Posts Tagged ‘gentrification’


Did the recession save downtown LA?

August 8th, 2010 at 7:10 pm ET

“A funny thing happened on the way to the Cheesecake Factory,” writes Christopher Hawthorne, the Los Angeles Times architecture critic, about the gentrification of downtown Los Angeles. “The economic collapse has also managed to freeze downtown’s transformation from sleepy to energized — and freeze it at a particularly appealing spot.”

Like most positive assessments of LA’s urban scene throughout my life (including some that have come out of my own mouth over the years), this one seems like it’s reaching a bit — in particular, I don’t think the spaces among all those downtown microneighborhoods are so “easily [navigable] on foot or on a bike” — but the fundamental point he’s making is right on:

Gentrification has decelerated in several parts of downtown into a kind of limbo, leaving them sufficiently changed to feel newly vital but not enough to seem overexposed. At the same time, plummeting housing prices and the conversion of several ill-fated condo projects into rental buildings means not only that the area is continuing to attract new residents but also that it may see a more compelling mixture of people — more teachers and designers, fewer real-estate speculators — than it did when forgettable two-bedroom units were selling for $800,000.

Something similar is happening in New York. Nevermind the neighborhoods that shouldn’t have been gentrifying at all, and wouldn’t have been if the market hadn’t gone crazy. Whole desirable swaths of the city — including parts of Manhattan, like the Financial District where I live — have become living choices again for people whose means are within the range of “ordinary.” And the projects representing the worst of the excess (on the Williamsburg waterfront, and the far West Side) are mostly in trouble, and at the very least have had to ratchet back the most odious of their marketing in order to attract a broader range of clientele.

I pay more to live here than I was paying in Brooklyn — but if rents hadn’t tumbled a year ago, I wouldn’t have considered it. And there’s a much wider range of people living down here than there was two years ago — and a lot wider than a few blocks away in Tribeca, which has managed to hold its position as the most expensive neighborhood in the city.

I enjoyed my visit to downtown LA last spring, and can see the evidence of revitalization everywhere. It was exciting, given that I don’t think I ever knew a single person who lived or played downtown in the first 30 years I was alive. No one would be happier than me to see the central core continue its upswing, so I’m glad to see Hawthorne shining some light on the things that are worth paying attention to.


# Work item
Copy exactly. Begin with the line that contains "The height and width of the screenshot is (549, 1148)." and stop after the last line of the records.

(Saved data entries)
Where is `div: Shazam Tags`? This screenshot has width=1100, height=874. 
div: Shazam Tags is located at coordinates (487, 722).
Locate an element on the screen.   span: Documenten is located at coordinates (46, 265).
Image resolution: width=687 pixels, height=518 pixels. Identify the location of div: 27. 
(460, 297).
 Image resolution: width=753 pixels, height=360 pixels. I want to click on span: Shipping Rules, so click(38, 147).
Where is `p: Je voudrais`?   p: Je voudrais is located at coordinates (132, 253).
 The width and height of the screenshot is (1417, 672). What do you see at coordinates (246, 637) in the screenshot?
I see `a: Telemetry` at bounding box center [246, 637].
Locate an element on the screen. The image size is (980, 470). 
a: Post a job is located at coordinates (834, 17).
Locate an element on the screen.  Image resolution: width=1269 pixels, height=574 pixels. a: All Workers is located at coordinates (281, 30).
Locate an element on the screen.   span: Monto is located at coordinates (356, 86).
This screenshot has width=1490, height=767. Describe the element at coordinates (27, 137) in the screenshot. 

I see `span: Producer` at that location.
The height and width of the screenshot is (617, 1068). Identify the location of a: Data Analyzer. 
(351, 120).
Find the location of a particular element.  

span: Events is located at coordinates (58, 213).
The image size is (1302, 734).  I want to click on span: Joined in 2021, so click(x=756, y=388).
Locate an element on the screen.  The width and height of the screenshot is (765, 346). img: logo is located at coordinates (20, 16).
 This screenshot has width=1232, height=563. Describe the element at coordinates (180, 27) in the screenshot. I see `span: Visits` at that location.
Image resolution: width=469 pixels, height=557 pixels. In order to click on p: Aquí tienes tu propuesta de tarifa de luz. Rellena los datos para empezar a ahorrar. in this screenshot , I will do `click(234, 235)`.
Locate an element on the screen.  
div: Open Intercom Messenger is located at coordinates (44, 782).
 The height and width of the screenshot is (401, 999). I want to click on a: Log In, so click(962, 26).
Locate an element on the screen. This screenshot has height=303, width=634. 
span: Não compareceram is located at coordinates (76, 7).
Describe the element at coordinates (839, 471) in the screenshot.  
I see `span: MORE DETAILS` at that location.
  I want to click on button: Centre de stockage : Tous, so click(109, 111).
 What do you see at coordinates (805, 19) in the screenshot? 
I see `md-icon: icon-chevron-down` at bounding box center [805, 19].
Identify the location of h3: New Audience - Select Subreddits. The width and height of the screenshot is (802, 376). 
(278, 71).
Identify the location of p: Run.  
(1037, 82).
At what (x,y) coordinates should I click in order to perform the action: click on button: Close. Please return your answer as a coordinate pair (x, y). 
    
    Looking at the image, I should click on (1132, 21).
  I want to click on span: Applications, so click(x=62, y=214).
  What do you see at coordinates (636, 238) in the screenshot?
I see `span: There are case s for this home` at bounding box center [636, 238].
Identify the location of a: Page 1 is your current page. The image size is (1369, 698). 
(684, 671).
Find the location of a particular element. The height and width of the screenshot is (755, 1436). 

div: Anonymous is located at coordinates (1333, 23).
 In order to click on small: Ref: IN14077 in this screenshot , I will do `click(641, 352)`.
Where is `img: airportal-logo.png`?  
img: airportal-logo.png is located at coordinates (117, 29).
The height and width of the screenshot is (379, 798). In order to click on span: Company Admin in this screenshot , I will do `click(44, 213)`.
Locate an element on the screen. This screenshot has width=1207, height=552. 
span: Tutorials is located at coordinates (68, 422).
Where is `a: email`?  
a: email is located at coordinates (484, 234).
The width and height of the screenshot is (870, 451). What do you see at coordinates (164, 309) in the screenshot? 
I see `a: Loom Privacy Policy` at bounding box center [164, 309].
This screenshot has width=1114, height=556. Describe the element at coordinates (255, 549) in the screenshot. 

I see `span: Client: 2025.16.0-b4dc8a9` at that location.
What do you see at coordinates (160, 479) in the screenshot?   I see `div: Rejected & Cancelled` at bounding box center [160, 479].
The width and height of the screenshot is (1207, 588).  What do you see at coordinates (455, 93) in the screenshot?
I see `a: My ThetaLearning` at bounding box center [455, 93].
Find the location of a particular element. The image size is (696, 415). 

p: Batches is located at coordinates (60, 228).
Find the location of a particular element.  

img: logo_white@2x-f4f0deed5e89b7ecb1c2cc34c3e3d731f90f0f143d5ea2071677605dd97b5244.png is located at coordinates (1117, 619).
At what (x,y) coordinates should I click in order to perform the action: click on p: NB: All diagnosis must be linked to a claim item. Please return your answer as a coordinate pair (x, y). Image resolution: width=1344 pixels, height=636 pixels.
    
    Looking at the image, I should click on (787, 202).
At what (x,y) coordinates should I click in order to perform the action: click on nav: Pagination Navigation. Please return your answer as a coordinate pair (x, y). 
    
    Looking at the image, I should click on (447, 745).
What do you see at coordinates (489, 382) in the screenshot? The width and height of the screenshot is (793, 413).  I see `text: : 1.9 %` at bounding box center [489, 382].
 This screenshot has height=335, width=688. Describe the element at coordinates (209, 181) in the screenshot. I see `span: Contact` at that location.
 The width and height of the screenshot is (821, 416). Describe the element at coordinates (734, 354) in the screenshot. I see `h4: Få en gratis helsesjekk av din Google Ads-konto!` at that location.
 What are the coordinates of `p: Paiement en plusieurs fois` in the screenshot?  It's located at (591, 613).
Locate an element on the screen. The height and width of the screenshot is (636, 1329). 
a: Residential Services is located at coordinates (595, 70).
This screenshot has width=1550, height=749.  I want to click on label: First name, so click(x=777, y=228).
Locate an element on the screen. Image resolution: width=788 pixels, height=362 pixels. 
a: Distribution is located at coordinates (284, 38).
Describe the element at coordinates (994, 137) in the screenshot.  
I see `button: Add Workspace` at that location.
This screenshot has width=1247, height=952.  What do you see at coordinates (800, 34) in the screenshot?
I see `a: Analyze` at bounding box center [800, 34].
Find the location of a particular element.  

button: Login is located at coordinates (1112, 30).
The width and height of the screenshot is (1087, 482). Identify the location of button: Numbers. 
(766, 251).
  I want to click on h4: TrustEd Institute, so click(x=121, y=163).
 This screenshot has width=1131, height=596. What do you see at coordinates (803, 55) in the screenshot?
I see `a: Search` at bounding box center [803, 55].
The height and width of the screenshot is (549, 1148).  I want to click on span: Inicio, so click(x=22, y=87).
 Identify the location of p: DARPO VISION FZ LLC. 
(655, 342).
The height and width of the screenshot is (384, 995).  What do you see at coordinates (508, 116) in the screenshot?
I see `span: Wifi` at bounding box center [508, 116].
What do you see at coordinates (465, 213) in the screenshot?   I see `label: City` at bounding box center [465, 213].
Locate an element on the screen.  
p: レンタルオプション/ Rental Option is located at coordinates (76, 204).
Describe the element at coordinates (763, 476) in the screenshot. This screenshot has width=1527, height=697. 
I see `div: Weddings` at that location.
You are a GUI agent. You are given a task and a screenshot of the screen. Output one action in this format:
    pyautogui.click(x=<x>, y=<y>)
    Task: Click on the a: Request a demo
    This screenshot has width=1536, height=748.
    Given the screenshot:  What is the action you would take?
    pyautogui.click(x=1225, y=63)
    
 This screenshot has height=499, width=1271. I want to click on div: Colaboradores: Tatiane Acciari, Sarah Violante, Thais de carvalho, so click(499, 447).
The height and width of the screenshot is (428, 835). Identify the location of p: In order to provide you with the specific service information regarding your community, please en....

# Your solution
The height and width of the screenshot is (549, 1148).  I want to click on span: Inicio, so click(x=22, y=87).
 Identify the location of p: DARPO VISION FZ LLC. 
(655, 342).
The height and width of the screenshot is (384, 995).  What do you see at coordinates (508, 116) in the screenshot?
I see `span: Wifi` at bounding box center [508, 116].
What do you see at coordinates (465, 213) in the screenshot?   I see `label: City` at bounding box center [465, 213].
Locate an element on the screen.  
p: レンタルオプション/ Rental Option is located at coordinates (76, 204).
Describe the element at coordinates (763, 476) in the screenshot. This screenshot has width=1527, height=697. 
I see `div: Weddings` at that location.
You are a GUI agent. You are given a task and a screenshot of the screen. Output one action in this format:
    pyautogui.click(x=<x>, y=<y>)
    Task: Click on the a: Request a demo
    This screenshot has width=1536, height=748.
    Given the screenshot:  What is the action you would take?
    pyautogui.click(x=1225, y=63)
    
 This screenshot has height=499, width=1271. I want to click on div: Colaboradores: Tatiane Acciari, Sarah Violante, Thais de carvalho, so click(499, 447).
The height and width of the screenshot is (428, 835). Identify the location of p: In order to provide you with the specific service information regarding your community, please en....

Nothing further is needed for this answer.